For most people, the mention of voting systems conjures up one of two thoughts: either the hanging chads of a terrible usability disaster during the 2000 presidential election or the need for paper audit trails and the importance of security in voting systems. With everything that people have written and said about security, transparency, trust, and the necessity of our being able to accurately recount ballots, it’s easy for something like usability to seem like a trivial “nice to have.”
But it does matter, and HAVA called for improved standards for voting systems and required that they allow individuals with disabilities to vote “in a manner that provides the same opportunity for access and participation (including privacy and independence) as for other voters.” (HAVA 301(a)(3)). The subcommittee on Human Factors and Privacy is responsible for drafting guidelines for usability and accessibility, according to the provisions of this law.
This article looks at how we created an agenda to guide our work, including decisions about how to create the new requirements. Our approach is also applicable in other situations, such as creating usability guidelines for a product or focusing corporate attention on user experience.
Standards are all about details, and it’s only too easy to lose sight of the big picture while writing and debating specific requirements. A committee of appointed members not only brings together different perspectives, but means there will likely be process, political, and administrative overhead. Sound familiar?
To combat this entropy, we created a set of guiding principles and voted to adopt them as official resolutions.PDF Viewed as a whole, the following resolutions created an agenda for a universal approach to the usability and accessibility of voting systems:
- By agreeing on basic principles in advance, the committee could focus on the details of a complex standard with a shared understanding of its goals.
- By defining relationships and important dependencies at the beginning of the project, longer-term work could start immediately, so it would be ready when needed.
- The resolutions could span the development of several versions of the standard.
These resolutions provide both a high-level view of our usability and accessibility goals, as well as specific directives for how to organize the work. This was important for a committee that included many stakeholders, not just user experience and human factors experts. Most importantly, the resolutions define the full scope of the project, and we can use them as a measure of success for the completed standard.
The Human Factors and Privacy Resolutions
Accessible Voting Systems—The first resolution acknowledged the HAVA requirement for accessible voting systems and called for the guidelines to both incorporate the latest available accessible technology and draw on existing regulations for accessibility. This allowed us to build on the work of the Access Board, W3C, and other international standards bodies.
Human Factors and Privacy Requirements for Capturing Indication of a Voter’s Choice—This companion to the first resolution focused on how more usable systems could support voters’ ability to be accurate and efficient in casting their ballots.
Human Factors and Privacy of Voting Systems at the Polling Place—US elections use a secret ballot, and this resolution made the point that usability, accessibility, and privacy are functions of both the system we use to vote and the environment of the polling place. Although our guidelines cover only the system itself, we believed there was an opportunity to provide guidance on good election procedures to support the equipment requirements.
Human Performance-Based Standards and Usability Testing—This was one of the most forward-looking resolutions. It called for standards for performance that are measurable with usability testing. Performance standards allow innovative solutions to the challenges of creating a voting system and avoid narrow design requirements, while still requiring systems to be usable and accessible.
Accommodating a Wide Range of Human Abilities—The voting population includes not only people with specifically identified disabilities, but also an aging population, language minorities, and people with other special needs. This resolution set out the principle that all voting systems—not just so-called accessible systems—should accommodate a wide range of abilities. This universal usability approach to the guidelines will make voting systems more usable for all.
Usability Guidance for Instructions, Ballot Design, and Error Messages—Instructions for voters and poll workers, ballot design, error messages, and Help are important components of any system, so this resolution called for improving the usability of instructions, error messages, and Help through plain language and good ballot design, in all necessary formats.
General Voting System Human Factors and Privacy Considerations—This resolution ensured that the committee would consider the usability and accessibility of all aspects of the system, including security features and other functional requirements, and review all guidelines for their implications for human factors.
Usability of the Standards—Anyone who has read a standard knows that they are often written in arcane language. We wanted to express the requirements in clear, plain language that is understandable to experts in usability testing, voting officials—who may not be experts in human factors—and advocates who are interested in voting systems.
Availability of Voting Machines for Validating Benchmarks and Conformance Test Protocols—The last resolution covered important housekeeping. Creating a standard usability test meant that the staff needed access to a variety of real voting systems. This resolution enabled NIST to set up a program under which vendors could make their systems available to the team developing and testing these guidelines.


> _What you will do_:
Scan the listing below and copy each line holding the word "Selected".

+++

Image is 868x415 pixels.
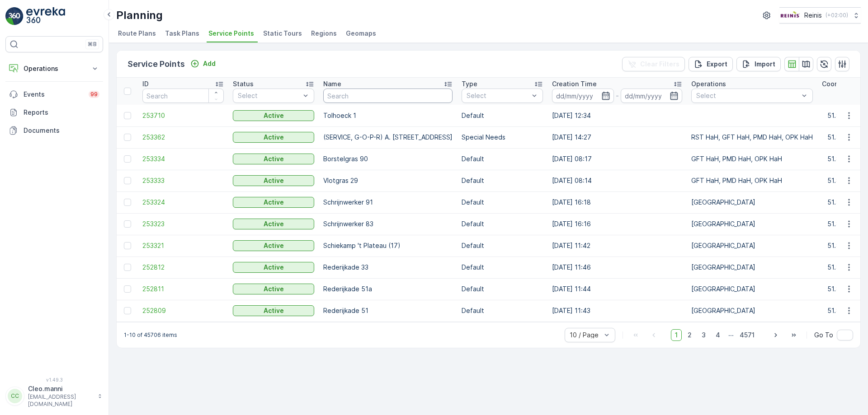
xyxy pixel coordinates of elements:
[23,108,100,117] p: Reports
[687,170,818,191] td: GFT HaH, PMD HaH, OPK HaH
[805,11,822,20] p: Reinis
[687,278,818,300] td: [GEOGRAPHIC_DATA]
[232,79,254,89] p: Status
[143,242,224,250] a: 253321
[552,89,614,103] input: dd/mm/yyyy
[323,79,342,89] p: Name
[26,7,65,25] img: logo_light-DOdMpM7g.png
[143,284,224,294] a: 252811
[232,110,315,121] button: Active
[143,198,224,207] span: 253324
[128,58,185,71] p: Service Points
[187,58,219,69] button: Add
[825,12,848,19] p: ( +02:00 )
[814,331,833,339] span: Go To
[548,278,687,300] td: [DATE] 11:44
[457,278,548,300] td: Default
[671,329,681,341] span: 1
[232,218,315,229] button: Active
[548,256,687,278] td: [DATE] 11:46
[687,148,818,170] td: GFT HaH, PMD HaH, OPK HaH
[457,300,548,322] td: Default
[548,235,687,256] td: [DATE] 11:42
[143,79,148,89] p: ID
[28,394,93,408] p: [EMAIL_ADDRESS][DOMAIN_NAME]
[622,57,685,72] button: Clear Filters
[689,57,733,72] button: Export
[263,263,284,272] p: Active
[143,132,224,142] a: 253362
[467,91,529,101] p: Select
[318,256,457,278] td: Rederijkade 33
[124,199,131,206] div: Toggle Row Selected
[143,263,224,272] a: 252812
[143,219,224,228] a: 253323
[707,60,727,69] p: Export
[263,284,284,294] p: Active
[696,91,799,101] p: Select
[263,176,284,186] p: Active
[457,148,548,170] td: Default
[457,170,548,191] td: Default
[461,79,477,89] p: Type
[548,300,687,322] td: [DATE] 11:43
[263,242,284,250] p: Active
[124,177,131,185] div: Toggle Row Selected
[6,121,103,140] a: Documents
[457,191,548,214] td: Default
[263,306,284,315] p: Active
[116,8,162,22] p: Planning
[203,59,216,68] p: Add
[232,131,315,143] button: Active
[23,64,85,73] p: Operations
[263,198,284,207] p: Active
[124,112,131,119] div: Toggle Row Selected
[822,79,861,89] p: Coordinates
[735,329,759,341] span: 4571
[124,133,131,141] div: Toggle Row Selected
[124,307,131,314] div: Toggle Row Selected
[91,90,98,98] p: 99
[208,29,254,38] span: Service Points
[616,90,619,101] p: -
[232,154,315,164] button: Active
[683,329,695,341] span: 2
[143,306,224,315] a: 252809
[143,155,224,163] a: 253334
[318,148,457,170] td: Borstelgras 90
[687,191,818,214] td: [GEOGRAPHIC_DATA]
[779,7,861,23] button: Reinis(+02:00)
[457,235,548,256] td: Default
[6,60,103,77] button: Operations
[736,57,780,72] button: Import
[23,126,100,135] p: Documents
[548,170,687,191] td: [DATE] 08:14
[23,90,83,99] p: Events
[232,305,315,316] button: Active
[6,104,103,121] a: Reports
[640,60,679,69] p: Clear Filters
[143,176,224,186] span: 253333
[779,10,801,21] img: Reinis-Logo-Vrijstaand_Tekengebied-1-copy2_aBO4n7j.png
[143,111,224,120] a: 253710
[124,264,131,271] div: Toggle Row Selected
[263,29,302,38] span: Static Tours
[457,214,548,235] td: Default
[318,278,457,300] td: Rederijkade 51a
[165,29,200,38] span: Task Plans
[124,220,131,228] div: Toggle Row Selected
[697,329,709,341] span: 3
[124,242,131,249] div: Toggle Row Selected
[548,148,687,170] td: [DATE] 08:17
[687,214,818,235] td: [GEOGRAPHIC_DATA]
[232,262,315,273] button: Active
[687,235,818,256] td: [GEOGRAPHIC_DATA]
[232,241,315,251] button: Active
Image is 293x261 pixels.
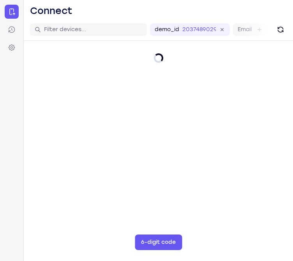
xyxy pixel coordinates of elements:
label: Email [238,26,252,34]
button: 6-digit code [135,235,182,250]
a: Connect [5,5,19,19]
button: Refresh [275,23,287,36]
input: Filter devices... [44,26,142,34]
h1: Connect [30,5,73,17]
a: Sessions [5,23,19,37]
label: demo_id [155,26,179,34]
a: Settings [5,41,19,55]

+++

> _Solution to this problem_:
[124,199,131,206] div: Toggle Row Selected
[124,177,131,185] div: Toggle Row Selected
[124,112,131,119] div: Toggle Row Selected
[124,133,131,141] div: Toggle Row Selected
[124,307,131,314] div: Toggle Row Selected
[124,264,131,271] div: Toggle Row Selected
[124,220,131,228] div: Toggle Row Selected
[124,242,131,249] div: Toggle Row Selected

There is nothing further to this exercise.